Startup Compliance India — Common Questions
What is the first compliance step for a new startup in India?
The first step is choosing and registering the right business structure — Private Limited Company (for funding-seeking startups via MCA's SPICe+ process), LLP (for professional services), OPC (for solo founders), or Proprietorship (for individual operators). This must be done before the first invoice is raised. PAN and TAN are allotted simultaneously through SPICe+ for companies.
When must a startup register for GST?
GST registration is mandatory when turnover exceeds Rs. 40 lakh (goods) or Rs. 20 lakh (services). However, it is required from Day 1 for e-commerce sellers, interstate supply of goods or services, export of services, and B2B clients needing input tax credit. Voluntary GST registration from Day 1 is recommended for most B2B-facing startups — clients expect a GSTIN on every invoice.
What ROC filings must a Private Limited startup complete annually?
A Private Limited Company must file: Form AOC-4 (financial statements) within 30 days of the AGM; Form MGT-7A (annual return for small companies) within 60 days of AGM; Form ADT-1 (auditor appointment) within 15 days of AGM; Form DPT-3 (return of deposits and outstanding loans) by June 30; and Form DIR-3 KYC (director KYC) by September 30 annually. The AGM must be held by September 30 for March year-end companies.
Does a funded startup need FEMA compliance?
Yes. Any startup receiving foreign investment must file FC-GPR with RBI within 30 days of share allotment. An annual FLA Return must be filed by July 15 every year thereafter. Startups part of a multinational group with cross-border related party transactions above Rs. 1 crore also have transfer pricing obligations and must file Form 3CEB with their income tax return.
What is DPIIT recognition and how does it help a startup?
DPIIT Startup India recognition provides: Section 80-IAC income tax exemption (100% profit deduction for 3 years out of the first 10); angel tax exemption under Section 56(2)(viib); ESOP TDS deferral for employees; and self-certification under specified labour laws for 5 years. Eligibility requires incorporation as a Private Limited, LLP, or Partnership; less than 10 years old; turnover below Rs. 100 crore; and working on an innovation-driven business.
When must a startup start deducting TDS?
From the first payment that attracts TDS — there is no minimum turnover threshold. TDS on salary applies from the first employee earning above the basic exemption limit. TDS on rent applies from the first payment if annual rent exceeds Rs. 2.4 lakh. TDS on contractor payments applies per transaction above Rs. 30,000. Quarterly TDS returns must be filed on time — Rs. 200 per day late filing fee applies under Section 234E from the due date.

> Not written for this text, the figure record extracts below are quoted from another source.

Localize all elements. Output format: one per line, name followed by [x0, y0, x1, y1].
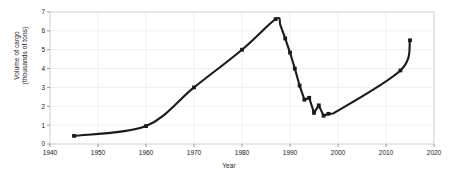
svg-text:5: 5 — [41, 46, 45, 53]
y-axis-ticks: 01234567 — [41, 8, 50, 147]
y-axis-title: Volume of cargo (thousands of tons) — [13, 14, 28, 98]
svg-text:2000: 2000 — [331, 149, 346, 156]
svg-text:7: 7 — [41, 8, 45, 15]
svg-text:1: 1 — [41, 122, 45, 129]
x-axis-ticks: 194019501960197019801990200020102020 — [43, 144, 442, 156]
x-axis-title: Year — [0, 162, 458, 169]
y-axis-title-line2: (thousands of tons) — [20, 14, 28, 98]
gridlines — [50, 12, 434, 144]
svg-text:3: 3 — [41, 84, 45, 91]
svg-text:0: 0 — [41, 140, 45, 147]
svg-text:4: 4 — [41, 65, 45, 72]
cargo-volume-line-chart: 194019501960197019801990200020102020 012… — [0, 0, 458, 180]
svg-text:2020: 2020 — [427, 149, 442, 156]
svg-text:2010: 2010 — [379, 149, 394, 156]
svg-text:1970: 1970 — [187, 149, 202, 156]
svg-text:1960: 1960 — [139, 149, 154, 156]
svg-text:2: 2 — [41, 103, 45, 110]
svg-text:1980: 1980 — [235, 149, 250, 156]
chart-canvas: 194019501960197019801990200020102020 012… — [0, 0, 458, 180]
y-axis-title-line1: Volume of cargo — [13, 31, 20, 79]
svg-text:1950: 1950 — [91, 149, 106, 156]
svg-text:6: 6 — [41, 27, 45, 34]
svg-text:1940: 1940 — [43, 149, 58, 156]
svg-text:1990: 1990 — [283, 149, 298, 156]
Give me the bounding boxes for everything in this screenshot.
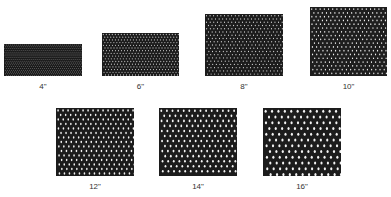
- label-6: 6": [121, 82, 161, 91]
- swatch-10: [310, 7, 387, 76]
- label-14: 14": [178, 182, 218, 191]
- label-16: 16": [282, 182, 322, 191]
- mesh-pattern: [102, 33, 179, 76]
- label-12: 12": [75, 182, 115, 191]
- mesh-pattern: [310, 7, 387, 76]
- mesh-pattern: [4, 44, 82, 76]
- mesh-pattern: [205, 14, 283, 76]
- label-4: 4": [23, 82, 63, 91]
- label-10: 10": [329, 82, 369, 91]
- label-8: 8": [224, 82, 264, 91]
- swatch-8: [205, 14, 283, 76]
- swatch-16: [263, 108, 341, 176]
- swatch-4: [4, 44, 82, 76]
- swatch-6: [102, 33, 179, 76]
- mesh-pattern: [56, 108, 134, 176]
- swatch-14: [159, 108, 237, 176]
- mesh-pattern: [159, 108, 237, 176]
- mesh-pattern: [263, 108, 341, 176]
- swatch-12: [56, 108, 134, 176]
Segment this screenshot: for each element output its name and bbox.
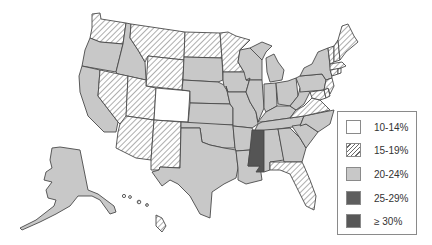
legend-label: 10-14% bbox=[374, 122, 408, 133]
legend: 10-14% 15-19% 20-24% 25-29% ≥ 30% bbox=[337, 111, 417, 235]
state-HI-island bbox=[146, 204, 149, 207]
state-PA bbox=[296, 74, 326, 92]
state-WA bbox=[90, 13, 126, 44]
state-WY bbox=[146, 56, 184, 90]
legend-item-10-14: 10-14% bbox=[346, 119, 408, 135]
swatch-darker-gray bbox=[346, 214, 361, 228]
state-KS bbox=[188, 103, 233, 125]
state-ND bbox=[184, 32, 222, 58]
state-AZ bbox=[116, 116, 154, 160]
legend-label: 20-24% bbox=[374, 169, 408, 180]
state-ME bbox=[338, 24, 358, 60]
legend-item-20-24: 20-24% bbox=[346, 166, 408, 182]
legend-label: 25-29% bbox=[374, 193, 408, 204]
swatch-dark-gray bbox=[346, 191, 361, 205]
legend-label: 15-19% bbox=[374, 145, 408, 156]
state-HI-island bbox=[129, 196, 132, 199]
state-CO bbox=[154, 88, 190, 122]
state-HI-island bbox=[122, 194, 125, 197]
swatch-white bbox=[346, 120, 361, 134]
state-AK bbox=[20, 147, 116, 230]
legend-label: ≥ 30% bbox=[374, 216, 402, 227]
state-SD bbox=[183, 57, 223, 82]
state-FL bbox=[270, 162, 316, 210]
state-HI bbox=[156, 215, 166, 232]
swatch-hatch bbox=[346, 143, 361, 157]
legend-item-25-29: 25-29% bbox=[346, 190, 408, 206]
state-HI-island bbox=[137, 200, 141, 204]
legend-item-15-19: 15-19% bbox=[346, 142, 408, 158]
state-MD bbox=[310, 90, 326, 100]
state-NM bbox=[151, 120, 181, 170]
legend-item-30-plus: ≥ 30% bbox=[346, 213, 402, 229]
swatch-light-gray bbox=[346, 167, 361, 181]
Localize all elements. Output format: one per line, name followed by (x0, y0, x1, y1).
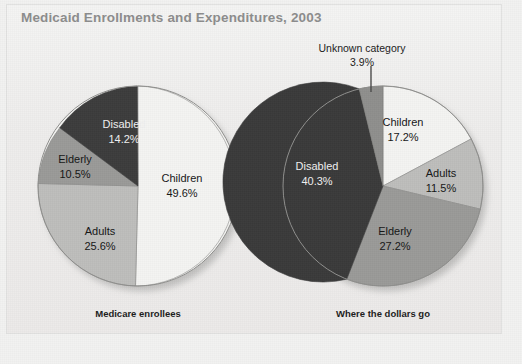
slice-label-right-disabled-name: Disabled (296, 160, 339, 172)
slice-label-right-adults-name: Adults (426, 167, 457, 179)
chart-page: Medicaid Enrollments and Expenditures, 2… (0, 0, 522, 364)
slice-label-right-elderly-value: 27.2% (379, 240, 410, 252)
unknown-category-callout: Unknown category 3.9% (319, 42, 407, 68)
slice-label-right-elderly-name: Elderly (378, 225, 412, 237)
slice-label-left-disabled-value: 14.2% (108, 133, 139, 145)
slice-label-left-adults-value: 25.6% (84, 240, 115, 252)
slice-label-right-disabled-value: 40.3% (301, 175, 332, 187)
slice-label-right-children-value: 17.2% (387, 131, 418, 143)
unknown-category-value: 3.9% (350, 56, 374, 68)
slice-left-children[interactable] (135, 86, 235, 286)
slice-label-right-children-name: Children (383, 116, 424, 128)
slice-label-left-elderly-name: Elderly (58, 153, 92, 165)
source-note (0, 352, 522, 363)
slice-label-left-adults-name: Adults (85, 225, 116, 237)
slice-label-right-adults-value: 11.5% (426, 182, 457, 194)
chart-caption-right: Where the dollars go (323, 308, 443, 319)
unknown-category-label: Unknown category (319, 42, 407, 54)
slice-label-left-children-value: 49.6% (166, 187, 197, 199)
slice-label-left-elderly-value: 10.5% (59, 168, 90, 180)
chart-caption-left: Medicare enrollees (78, 308, 198, 319)
slice-label-left-disabled-name: Disabled (103, 118, 146, 130)
slice-label-left-children-name: Children (162, 172, 203, 184)
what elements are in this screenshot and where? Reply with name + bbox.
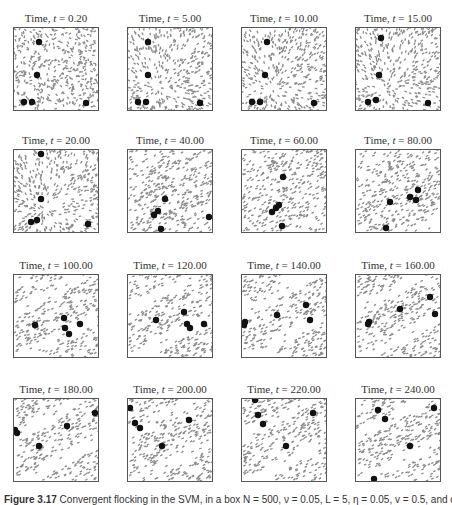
caption-label: Figure 3.17 bbox=[4, 494, 57, 505]
particle-field bbox=[356, 150, 440, 232]
leader-particle bbox=[375, 407, 381, 413]
simulation-box bbox=[127, 149, 213, 233]
panel-title: Time, t = 60.00 bbox=[221, 134, 347, 146]
leader-particle bbox=[153, 317, 159, 323]
leader-particle bbox=[36, 39, 42, 45]
leader-particle bbox=[252, 399, 258, 403]
particle-field bbox=[242, 28, 326, 110]
leader-particle bbox=[415, 187, 421, 193]
leader-particle bbox=[432, 311, 438, 317]
simulation-box bbox=[13, 398, 99, 482]
leader-particle bbox=[431, 405, 437, 411]
leader-particle bbox=[132, 420, 138, 426]
leader-particle bbox=[262, 72, 268, 78]
leader-particle bbox=[365, 321, 371, 327]
simulation-box bbox=[355, 274, 441, 358]
particle-field bbox=[128, 275, 212, 357]
leader-particle bbox=[373, 97, 379, 103]
leader-particle bbox=[158, 226, 164, 232]
panel-title: Time, t = 15.00 bbox=[335, 12, 452, 24]
particle-field bbox=[128, 399, 212, 481]
panel-title: Time, t = 120.00 bbox=[107, 259, 233, 271]
panel-title: Time, t = 5.00 bbox=[107, 12, 233, 24]
leader-particle bbox=[66, 331, 72, 337]
leader-particle bbox=[382, 416, 388, 422]
panel-title: Time, t = 10.00 bbox=[221, 12, 347, 24]
leader-particle bbox=[155, 208, 161, 214]
panel-title: Time, t = 240.00 bbox=[335, 383, 452, 395]
leader-particle bbox=[162, 196, 168, 202]
simulation-box bbox=[127, 274, 213, 358]
leader-particle bbox=[264, 39, 270, 45]
leader-particle bbox=[83, 100, 89, 106]
leader-particle bbox=[274, 312, 280, 318]
leader-particle bbox=[135, 99, 141, 105]
simulation-box bbox=[241, 149, 327, 233]
leader-particle bbox=[206, 214, 212, 220]
particle-field bbox=[128, 28, 212, 110]
leader-particle bbox=[307, 317, 313, 323]
leader-particle bbox=[311, 100, 317, 106]
particle-field bbox=[14, 28, 98, 110]
panel-title: Time, t = 160.00 bbox=[335, 259, 452, 271]
leader-particle bbox=[64, 423, 70, 429]
leader-particle bbox=[143, 99, 149, 105]
leader-particle bbox=[21, 99, 27, 105]
leader-particle bbox=[187, 325, 193, 331]
leader-particle bbox=[376, 72, 382, 78]
simulation-box bbox=[241, 274, 327, 358]
leader-particle bbox=[283, 443, 289, 449]
panel-title: Time, t = 80.00 bbox=[335, 134, 452, 146]
leader-particle bbox=[32, 322, 38, 328]
leader-particle bbox=[427, 294, 433, 300]
leader-particle bbox=[378, 35, 384, 41]
leader-particle bbox=[137, 425, 143, 431]
simulation-box bbox=[127, 27, 213, 111]
leader-particle bbox=[29, 99, 35, 105]
leader-particle bbox=[425, 100, 431, 106]
leader-particle bbox=[260, 421, 266, 427]
panel-title: Time, t = 0.20 bbox=[0, 12, 119, 24]
panel-title: Time, t = 200.00 bbox=[107, 383, 233, 395]
figure-caption: Figure 3.17 Convergent flocking in the S… bbox=[4, 494, 452, 505]
leader-particle bbox=[249, 99, 255, 105]
leader-particle bbox=[407, 443, 413, 449]
leader-particle bbox=[383, 225, 389, 231]
leader-particle bbox=[77, 321, 83, 327]
panel-title: Time, t = 220.00 bbox=[221, 383, 347, 395]
simulation-box bbox=[241, 27, 327, 111]
particle-field bbox=[14, 399, 98, 481]
particle-field bbox=[128, 150, 212, 232]
leader-particle bbox=[145, 39, 151, 45]
leader-particle bbox=[61, 315, 67, 321]
leader-particle bbox=[280, 174, 286, 180]
leader-particle bbox=[36, 443, 42, 449]
leader-particle bbox=[181, 309, 187, 315]
leader-particle bbox=[62, 325, 68, 331]
leader-particle bbox=[255, 412, 261, 418]
leader-particle bbox=[28, 219, 34, 225]
particle-field bbox=[242, 275, 326, 357]
leader-particle bbox=[242, 319, 248, 325]
simulation-box bbox=[13, 274, 99, 358]
leader-particle bbox=[159, 443, 165, 449]
leader-particle bbox=[279, 223, 285, 229]
simulation-box bbox=[355, 149, 441, 233]
panel-title: Time, t = 100.00 bbox=[0, 259, 119, 271]
particle-field bbox=[14, 275, 98, 357]
panel-title: Time, t = 140.00 bbox=[221, 259, 347, 271]
leader-particle bbox=[145, 72, 151, 78]
particle-field bbox=[356, 275, 440, 357]
leader-particle bbox=[413, 197, 419, 203]
leader-particle bbox=[34, 72, 40, 78]
leader-particle bbox=[407, 194, 413, 200]
leader-particle bbox=[365, 99, 371, 105]
leader-particle bbox=[197, 100, 203, 106]
leader-particle bbox=[371, 476, 377, 481]
leader-particle bbox=[92, 410, 98, 416]
simulation-box bbox=[355, 398, 441, 482]
leader-particle bbox=[186, 417, 192, 423]
leader-particle bbox=[201, 321, 207, 327]
leader-particle bbox=[276, 202, 282, 208]
simulation-box bbox=[241, 398, 327, 482]
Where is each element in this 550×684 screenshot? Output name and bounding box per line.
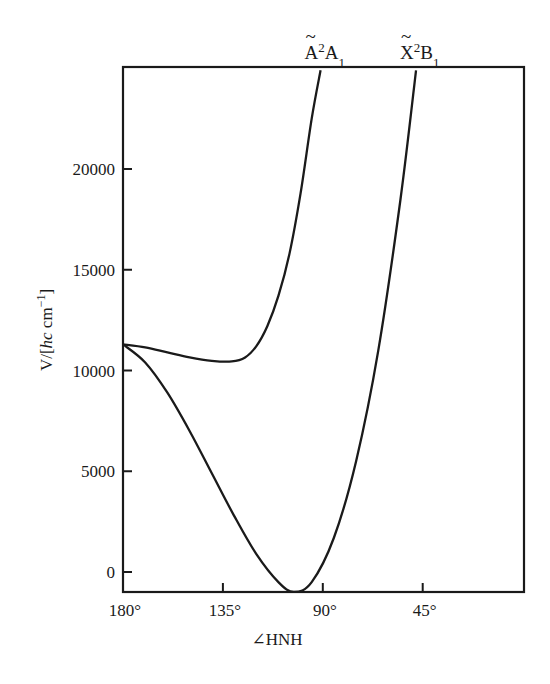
curves	[123, 70, 416, 592]
y-tick-label: 10000	[73, 362, 116, 381]
y-tick-label: 20000	[73, 160, 116, 179]
tilde-mark: ~	[401, 26, 411, 47]
curve-a2a1	[123, 70, 321, 361]
y-axis-title: V/[hc cm−1]	[34, 289, 56, 371]
chart: 05000100001500020000 180°135°90°45° A2A1…	[0, 0, 550, 684]
y-tick-label: 15000	[73, 261, 116, 280]
y-tick-label: 5000	[81, 462, 115, 481]
y-tick-label: 0	[107, 563, 116, 582]
curve-x2b1	[123, 70, 416, 592]
x-axis-ticks: 180°135°90°45°	[109, 583, 437, 620]
x-tick-label: 90°	[313, 601, 337, 620]
x-tick-label: 45°	[413, 601, 437, 620]
state-labels: A2A1~X2B1~	[305, 26, 440, 70]
tilde-mark: ~	[306, 26, 316, 47]
x-tick-label: 180°	[109, 601, 141, 620]
plot-frame	[123, 67, 524, 592]
x-axis-title: ∠HNH	[251, 630, 302, 649]
x-tick-label: 135°	[209, 601, 241, 620]
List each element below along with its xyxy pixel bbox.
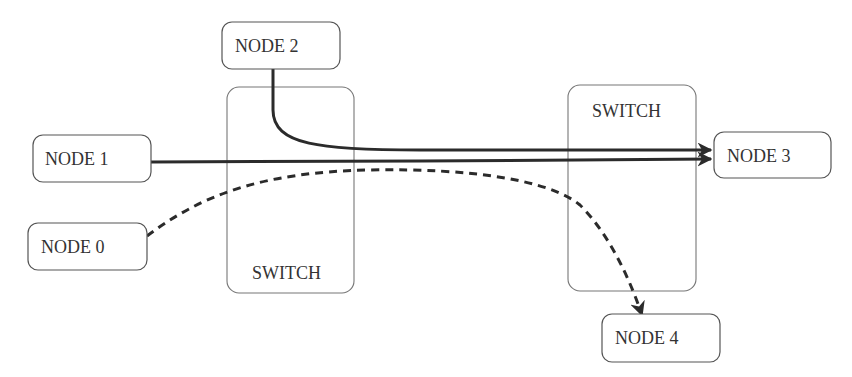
node-4: NODE 4 <box>602 314 720 362</box>
network-diagram: SWITCH SWITCH NODE 2 NODE 1 NODE 0 NODE … <box>0 0 852 377</box>
switch-left-label: SWITCH <box>252 263 321 283</box>
node-0-label: NODE 0 <box>41 237 105 257</box>
node-4-label: NODE 4 <box>615 328 679 348</box>
flow-node1-to-node3 <box>151 159 711 162</box>
node-1: NODE 1 <box>33 135 151 182</box>
node-2: NODE 2 <box>222 22 340 69</box>
switch-right-label: SWITCH <box>592 101 661 121</box>
node-2-label: NODE 2 <box>235 36 299 56</box>
node-3: NODE 3 <box>714 132 831 178</box>
node-3-label: NODE 3 <box>727 146 791 166</box>
node-0: NODE 0 <box>28 223 147 270</box>
switch-right: SWITCH <box>568 85 696 291</box>
switch-left: SWITCH <box>227 87 354 293</box>
node-1-label: NODE 1 <box>45 149 109 169</box>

For every Indian startup, compliance is not a distraction from building the business — it is the foundation that lets you build it safely. A GST notice, a TDS default, or a missed FC-GPR filing can each consume weeks of management time and tens of lakhs of rupees in penalties, interest, and compounding charges. Setting up the right compliance infrastructure in Month 1 — incorporating the right entity, getting GST and TDS in place, setting up accounting, and knowing the ROC calendar — costs a fraction of that and compounds in the background while you focus on growth.
Reach N D Savla & Associates at +91 9819 000 511 or +91 9821 83 26 83 to discuss a startup compliance package — or visit ndsavla.com to explore the firm's services.